Thursday, July 31, 2008

Servlet 3.0 - A comprehensive study and example

Servlet 3.0 is an overhaul to the ageing servlet technology. The features I liked in the servlet 3.0 are:
- Making web.xml optional, I really dislike handling 'BOILER PLATE' XML while coding. By using declarative style of programming(To java 5/6/7 people this is pretty old now) it is much easier and fun writing a servlet - bootstrappers will like it much. I will just show you one code snippet using servlet 3.0 that just works.

package org.objectengineering.exp.servlet3;
import javax.servlet.http.annotation.*;


@Servlet(urlMappings={"/foo"})
public class MyFirstServlet3 {
}

Thats it. Try it on a servlet 3.0 capable container like jetty 7.0. While writing this post the latest jetty was 7.0.0-pre1. Your servlet writing is over - can't believe ;) - go and deploy it now - you can skip the web.xml part. done.
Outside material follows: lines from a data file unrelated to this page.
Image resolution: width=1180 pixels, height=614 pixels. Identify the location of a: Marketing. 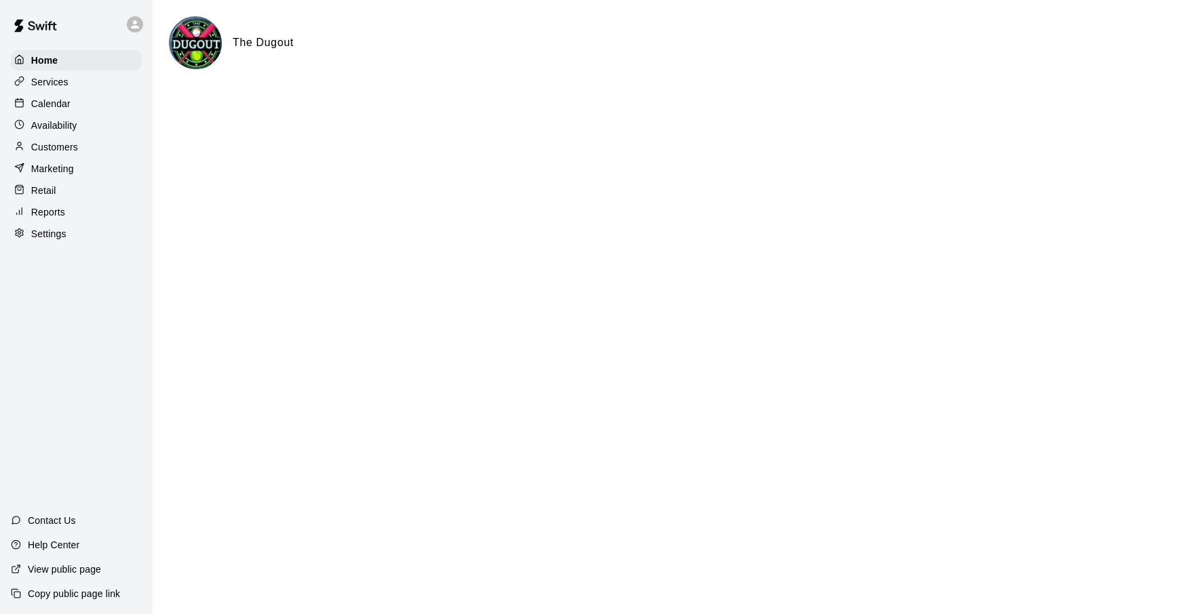
(76, 169).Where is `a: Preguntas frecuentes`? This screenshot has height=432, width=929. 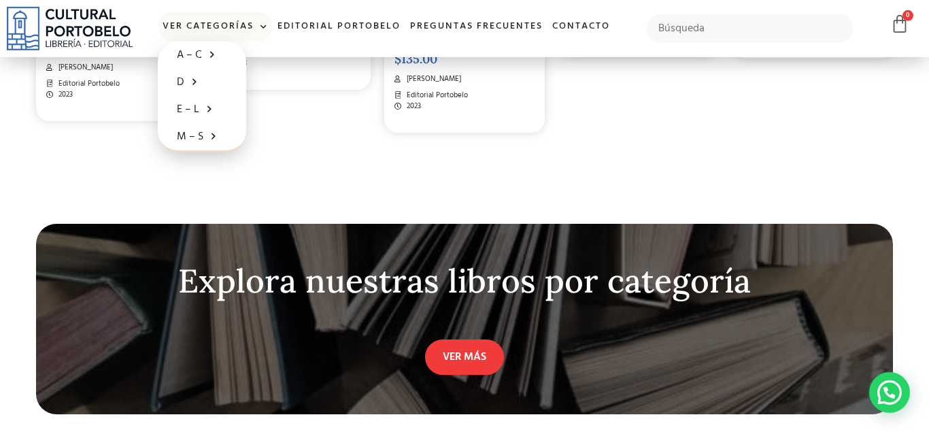
a: Preguntas frecuentes is located at coordinates (476, 27).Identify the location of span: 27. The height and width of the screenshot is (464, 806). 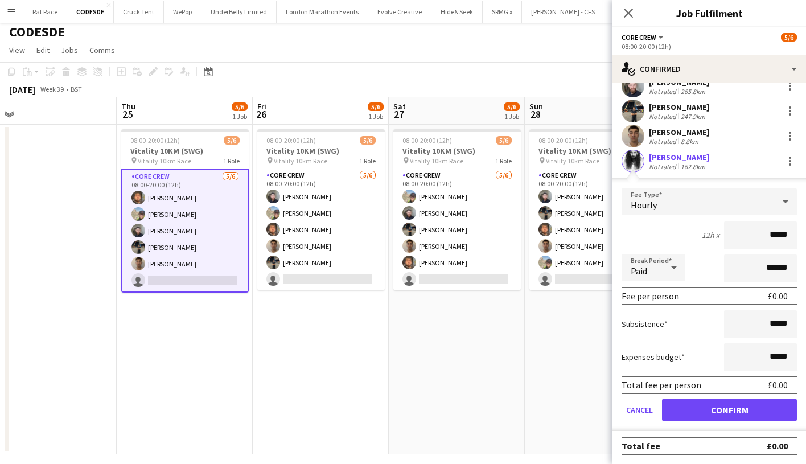
(398, 114).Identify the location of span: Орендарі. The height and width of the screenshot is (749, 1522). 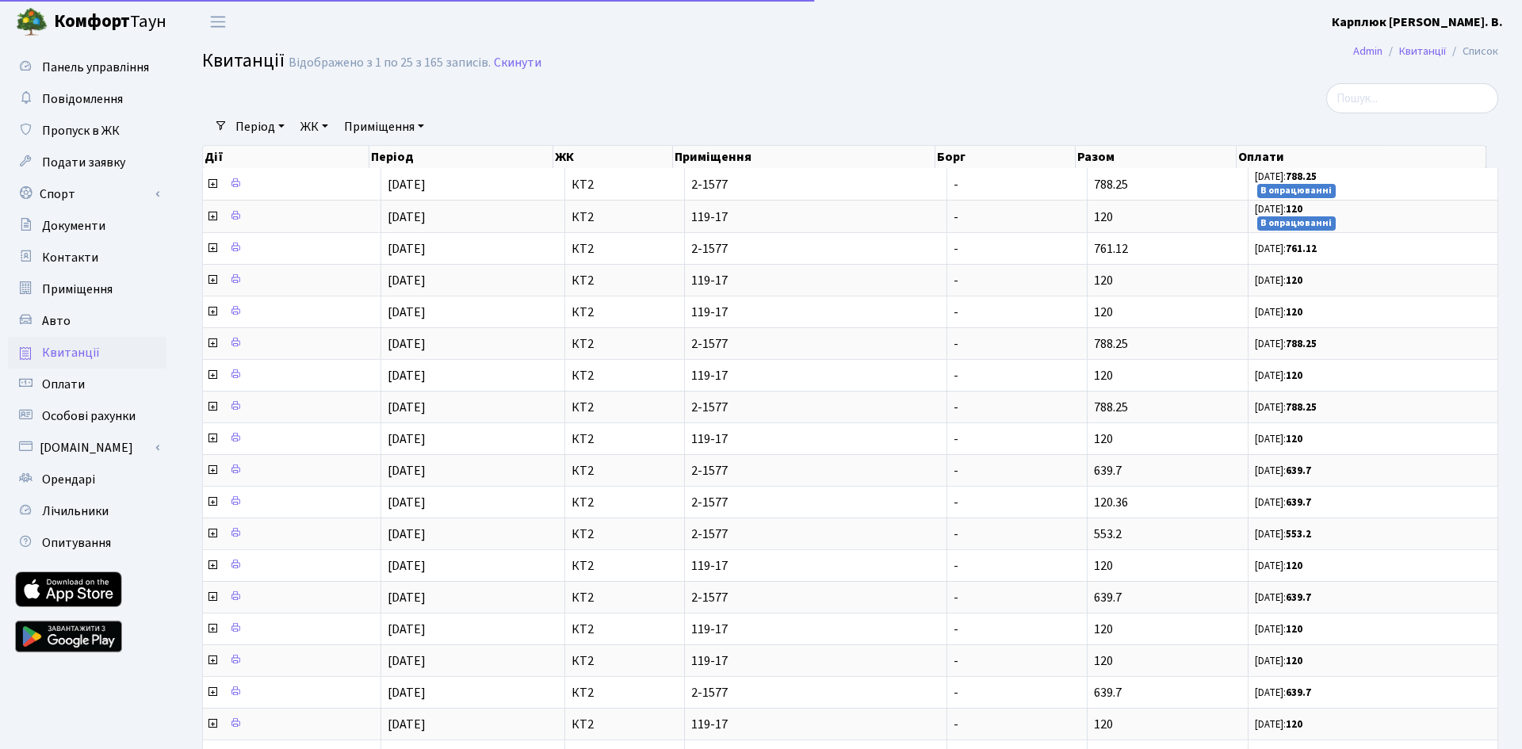
(68, 480).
Greg Wilkins proposal for asynchronous servlet is interesting and I am looking for its adoption by JSR expert commitee. The proposal can be found at http://dist.codehaus.org/jetty/misc/AsyncServlet3.0-draft0.html.

Saturday, July 12, 2008

Spring Integration: the new kid on the block (of ESB?!!)
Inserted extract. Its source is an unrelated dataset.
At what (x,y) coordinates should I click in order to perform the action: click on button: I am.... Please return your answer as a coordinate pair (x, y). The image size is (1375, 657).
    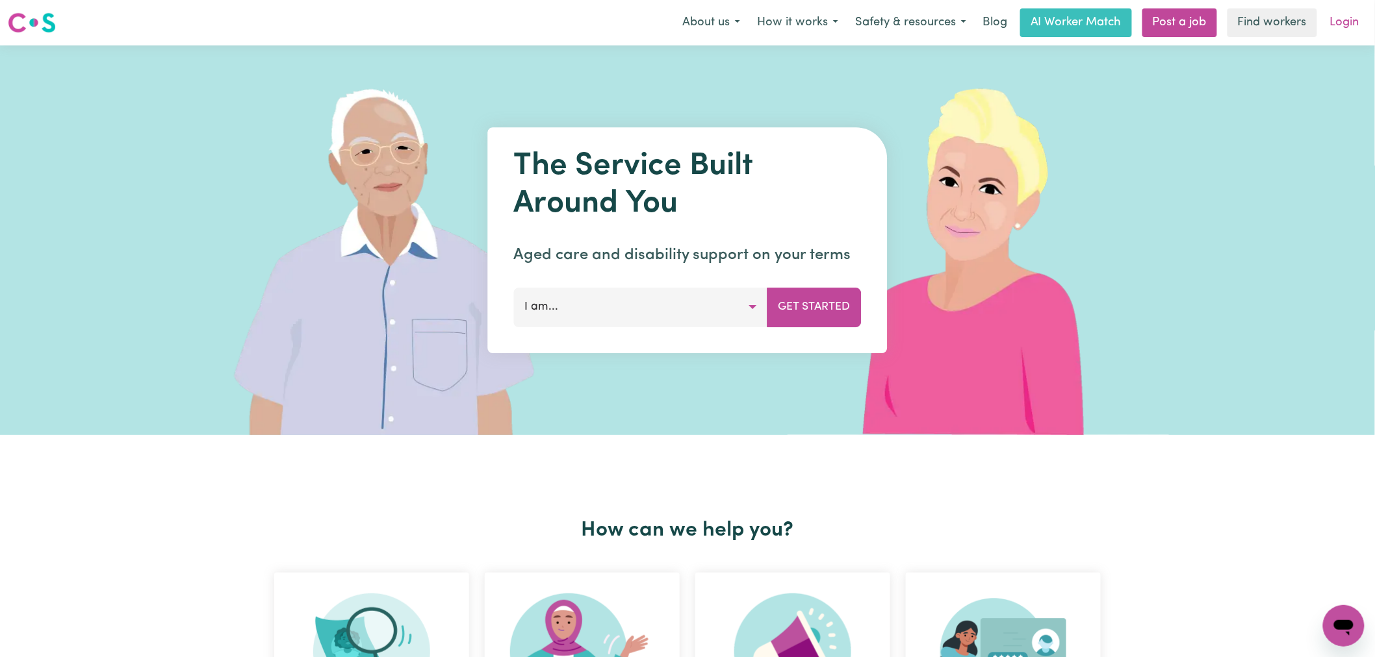
    Looking at the image, I should click on (640, 307).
I just started exploring Spring Intrgration just day after it was released - the version 1.0.0.M5. Here I will share my first impression with Spring Integration followed by subsequent trials and experimentations. Enforcement for speration of concerns without being intrusive is something at the core of Spring philosophy and it is further extended in Spring Integration. Not to be vary theoritical but to communicate some important points about Spring Integration - I am directly copying some excerpts from officila Spring Integration reference; those are goals and principles of Spring Integration.

Goals:
• Provide a simple model for implementing complex enterprise integration solutions.
• Facilitate asynchronous, message-driven behavior within a Spring-based application.
• Promote intuitive, incremental adoption for existing Spring users.

principles:
• Components should be loosely coupled for modularity and testability.
• The framework should enforce separation of concerns between business logic and integration logic.
• Extension points should be abstract in nature but within well-defined boundaries to promote reuse and portability.